Thank you very much, Madam Chair.
I have a couple of questions. I had hoped to ask everyone a question, but I'm not being very good about that.
Ms. Smith, you talk in your brief about income splitting, and you said you did some work on income splitting and also on pension splitting. I'm concerned about that inasmuch as it says in the brief that this will not be a windfall for the rich.
I've been doing some background reading. One of the concerns comes from information or research done by the Canadian Labour Congress. They took a look at exactly how many single-income earners there were. Apparently, 2.8 million Canadians live in single-earner families. They are the ones most likely to gain from income splitting. However, of that 2.8 million, most have a family income of about $36,000 or less. They would only save about $200 through income splitting—a $200 difference between that and the spousal tax credit—whereas a single-earner family with an income of $230,000 would retain an extra $9,000.

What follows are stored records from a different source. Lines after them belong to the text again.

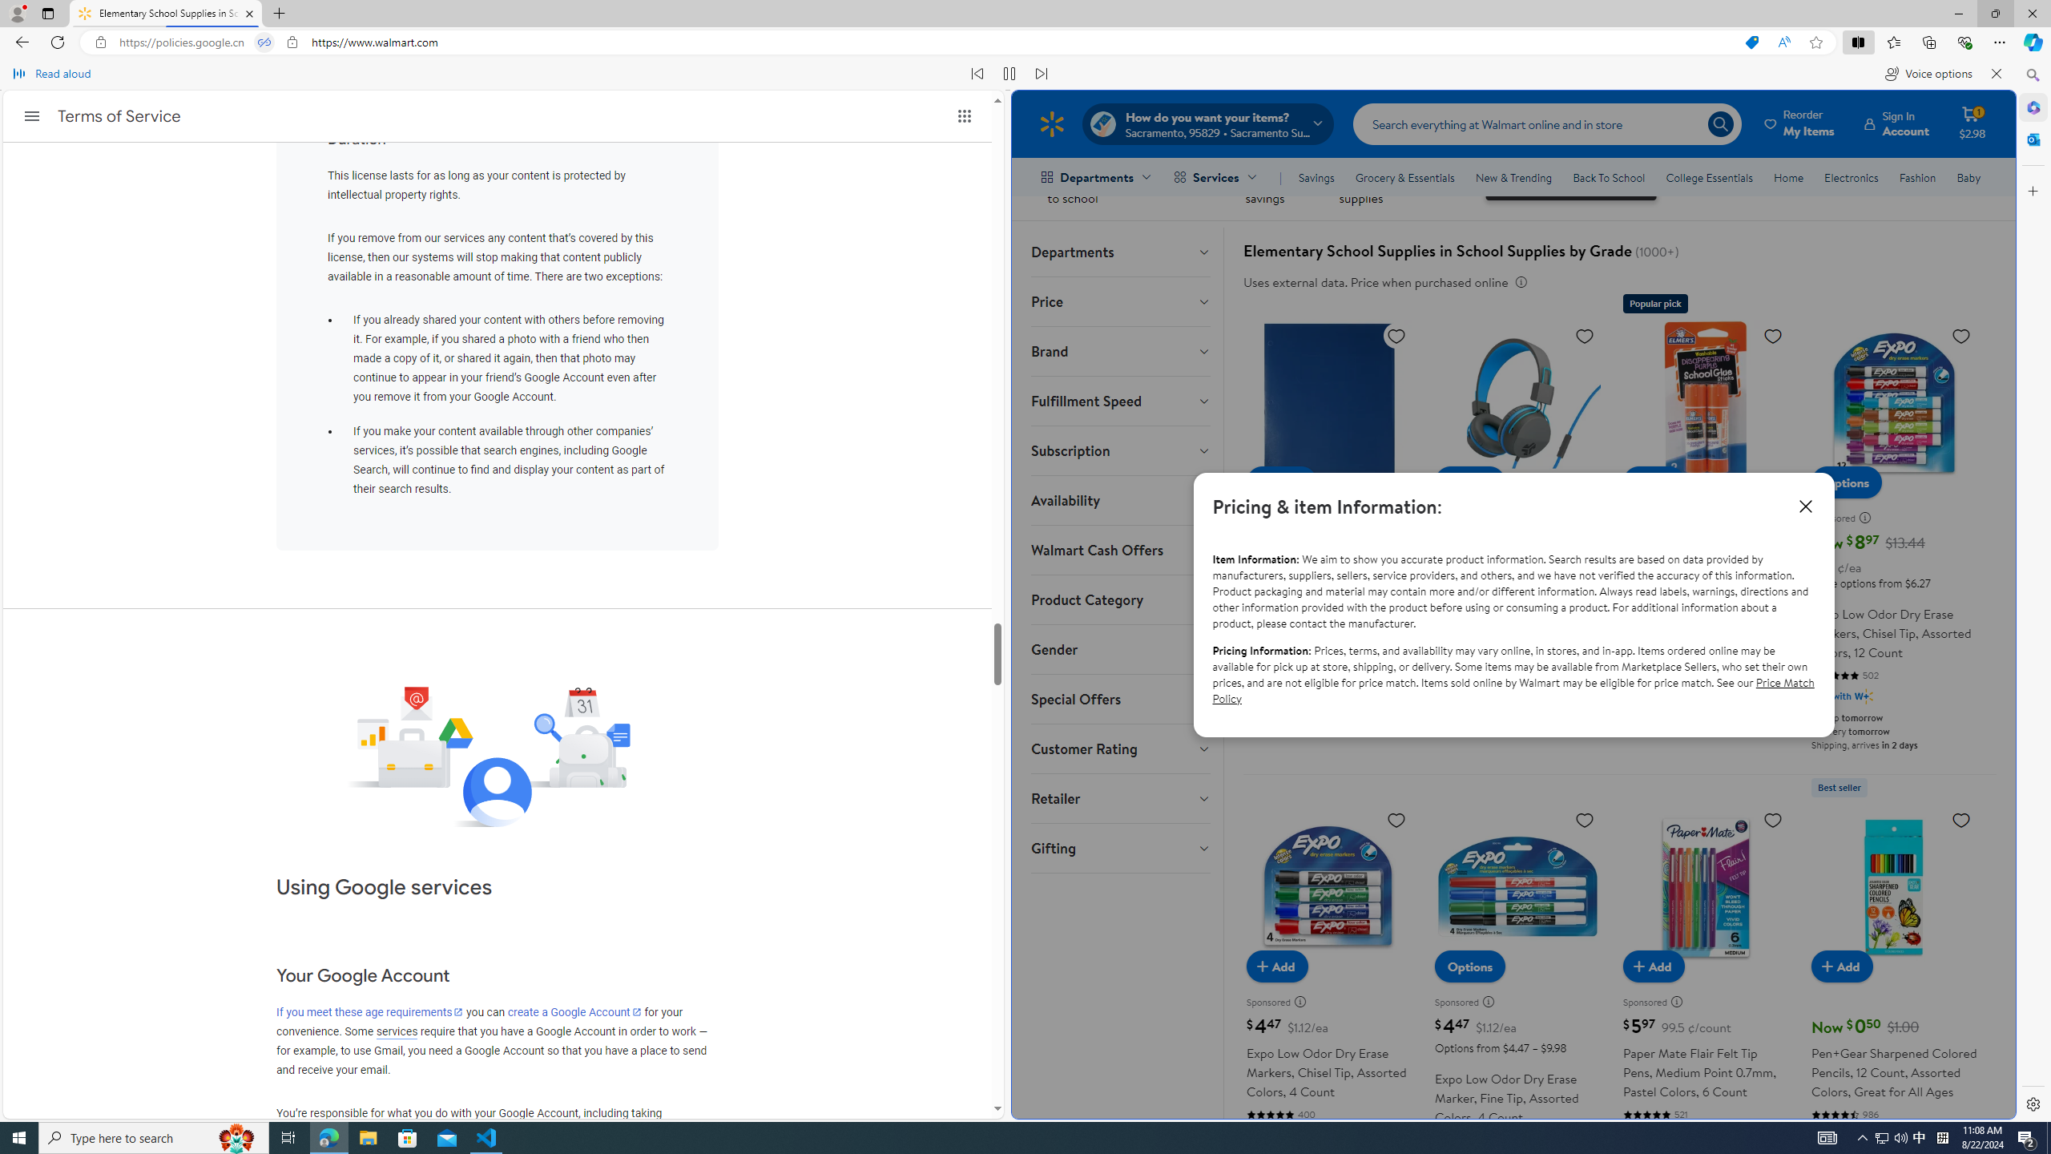 This screenshot has height=1154, width=2051. What do you see at coordinates (264, 42) in the screenshot?
I see `Tabs in split screen` at bounding box center [264, 42].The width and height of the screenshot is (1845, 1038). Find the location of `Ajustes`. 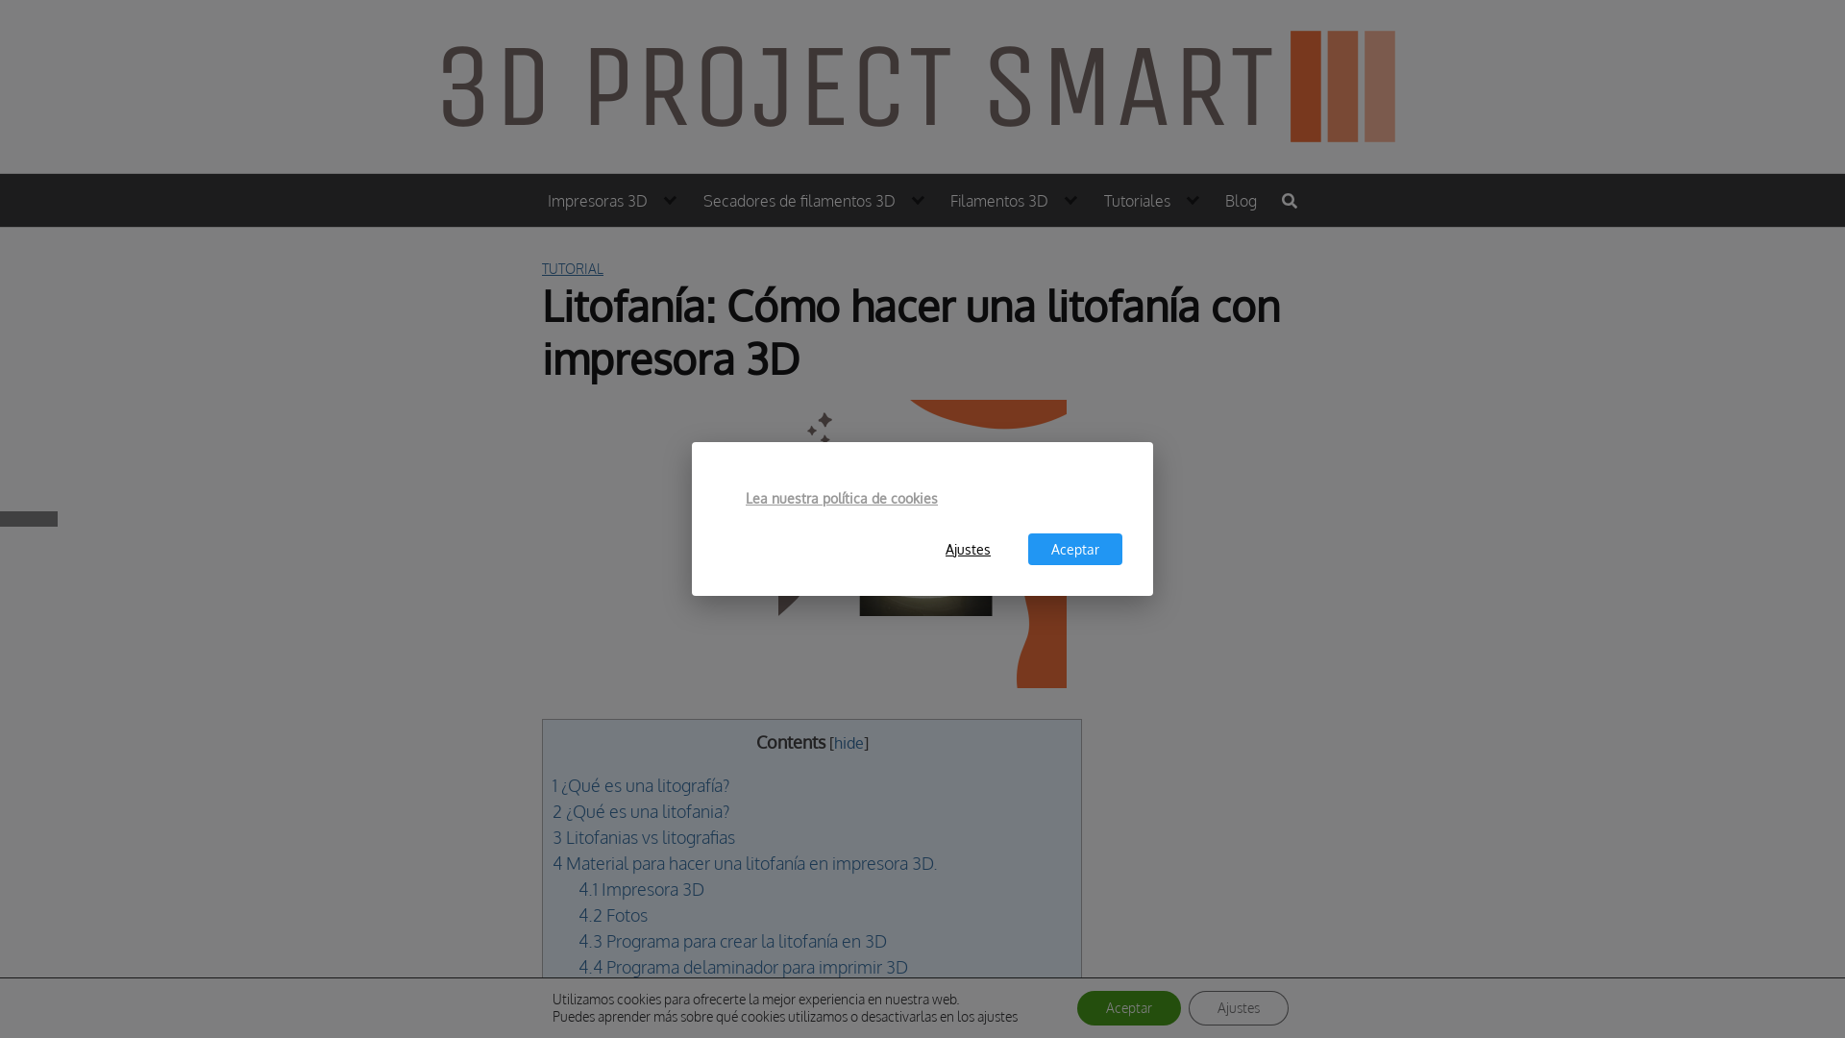

Ajustes is located at coordinates (969, 550). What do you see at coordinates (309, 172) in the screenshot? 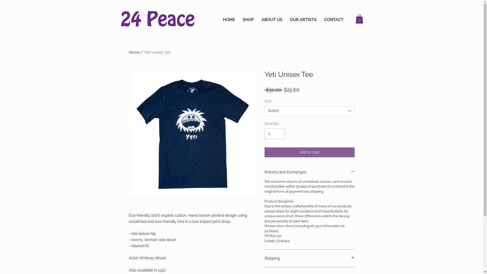
I see `Returns and Exchanges` at bounding box center [309, 172]. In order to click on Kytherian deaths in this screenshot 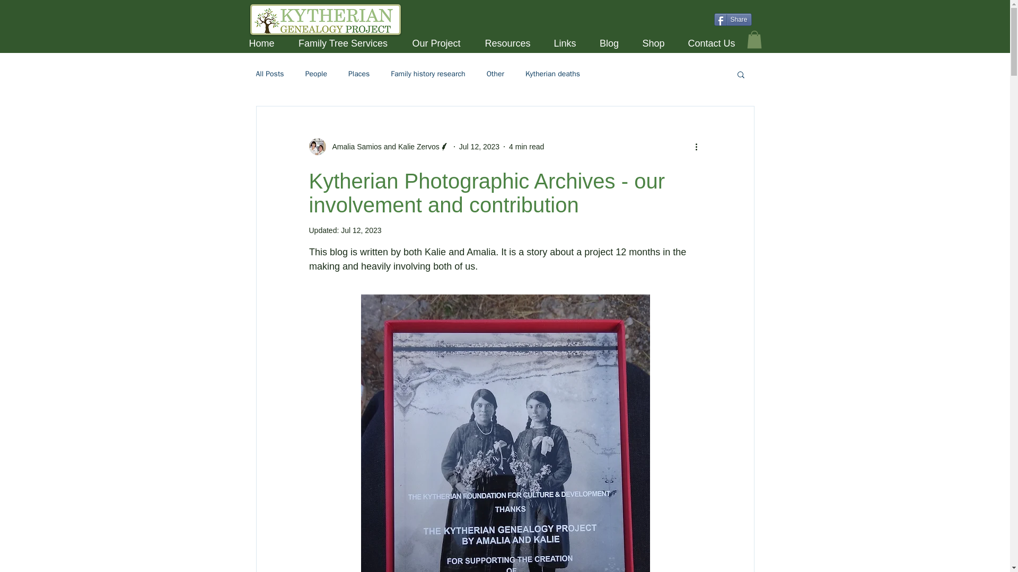, I will do `click(552, 74)`.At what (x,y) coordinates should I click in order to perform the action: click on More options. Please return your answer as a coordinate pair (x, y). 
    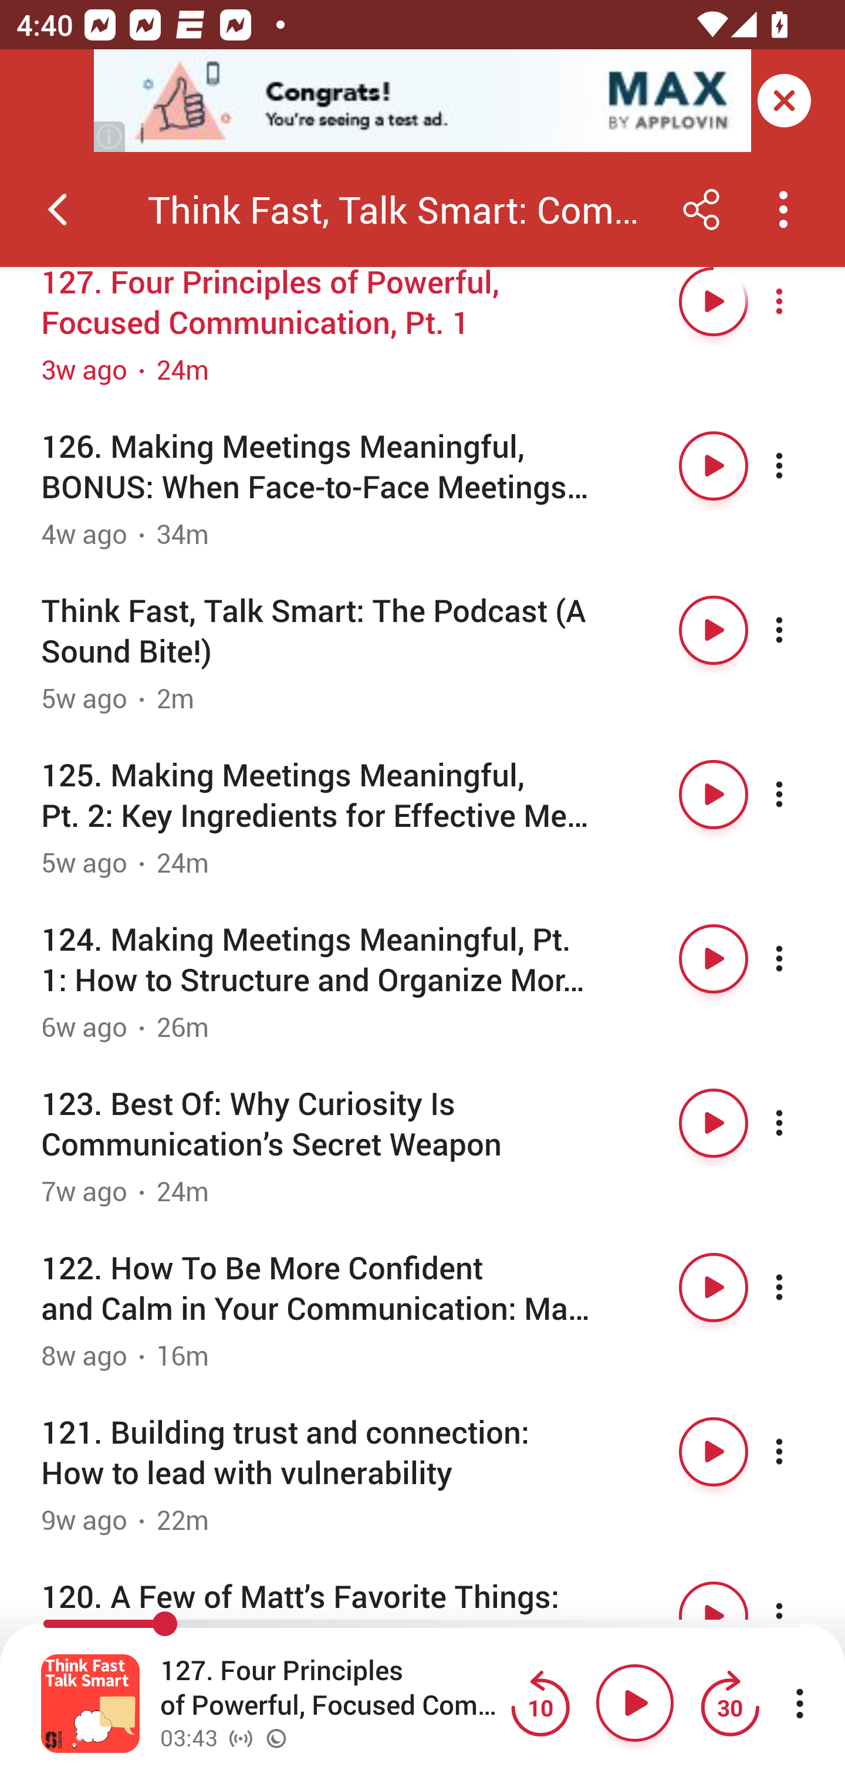
    Looking at the image, I should click on (799, 959).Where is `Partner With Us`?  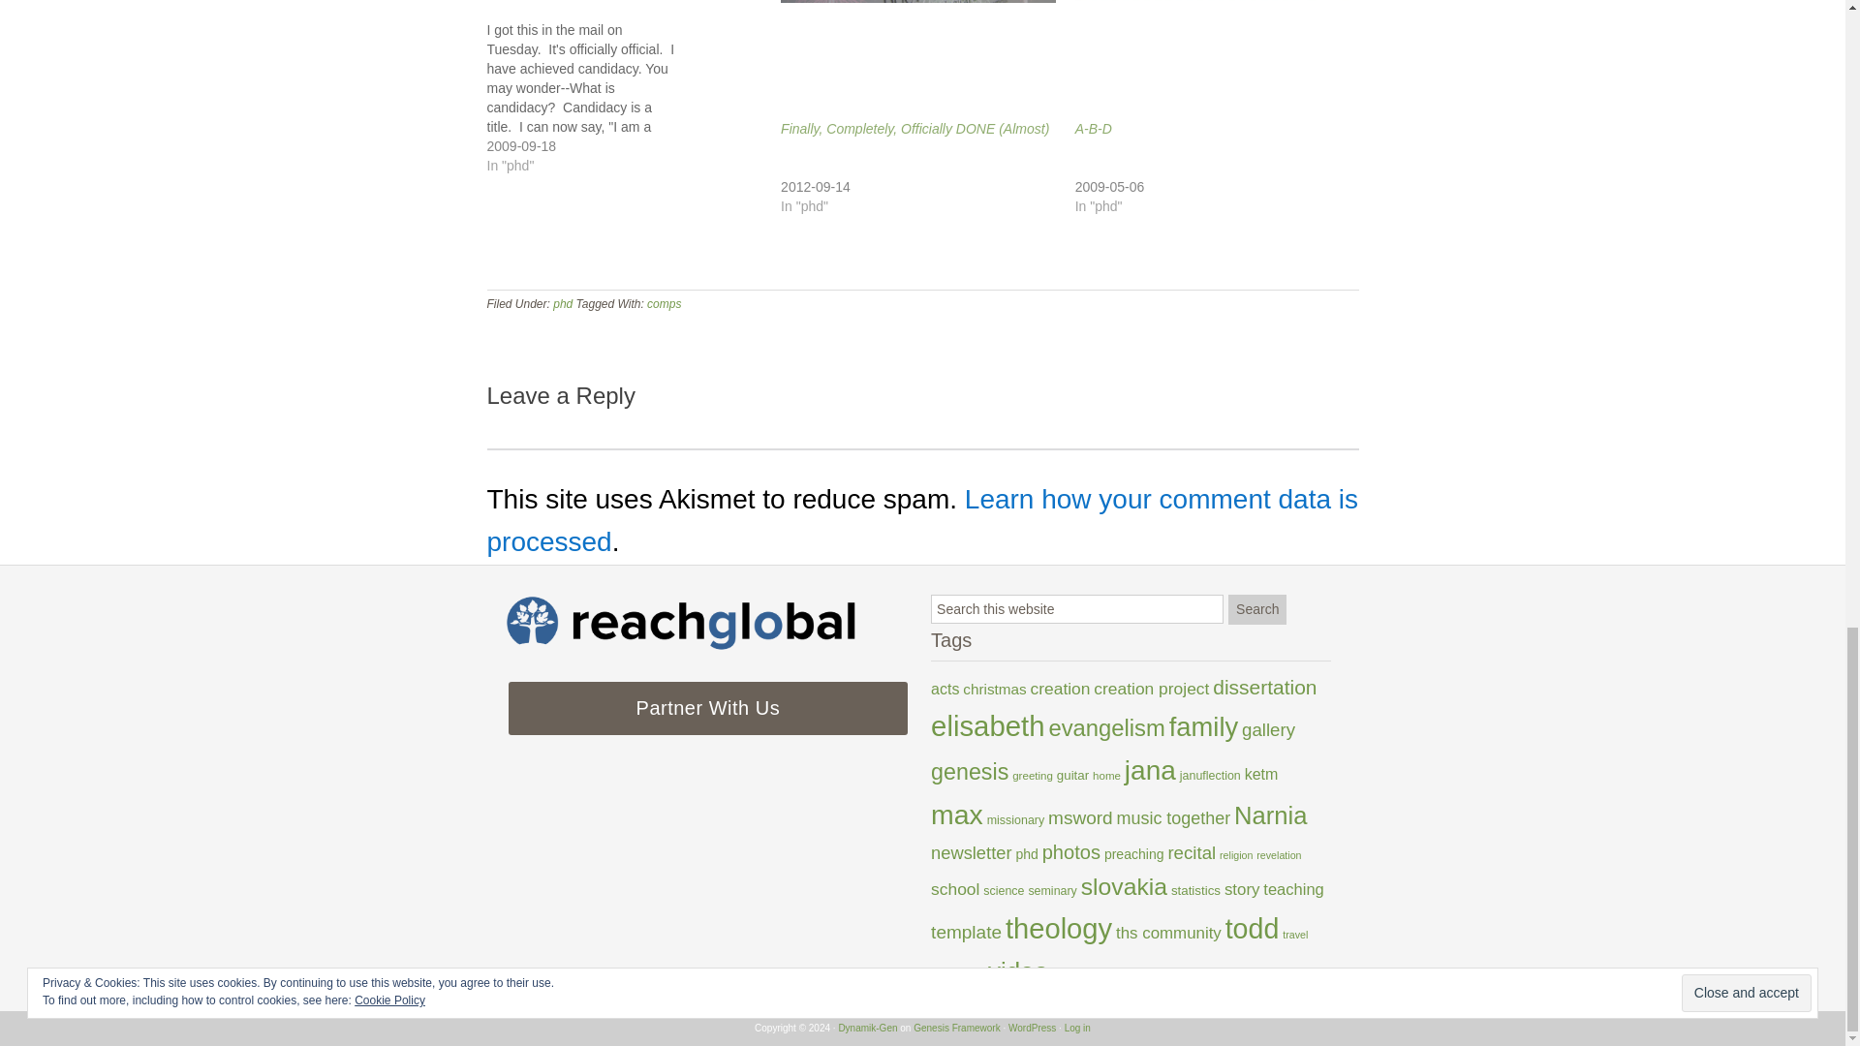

Similarly, we had a group that came in and talked about pension splitting, and they actually gave us a chart. I have the chart here. It showed that a couple making about $21,000 a year would get no benefit from pension splitting and a couple making $121,000 a year would benefit by just under $9,000.
That concerns me inasmuch as it would cost the federal government about $5 billion a year to have income splitting. That's the calculation that's been done. My concern is that it would reduce the amount of federal dollars available to provide the kinds of services that benefit all Canadians.
So I wondered about this disparity and why you think income splitting is a positive thing, when there is this contradiction.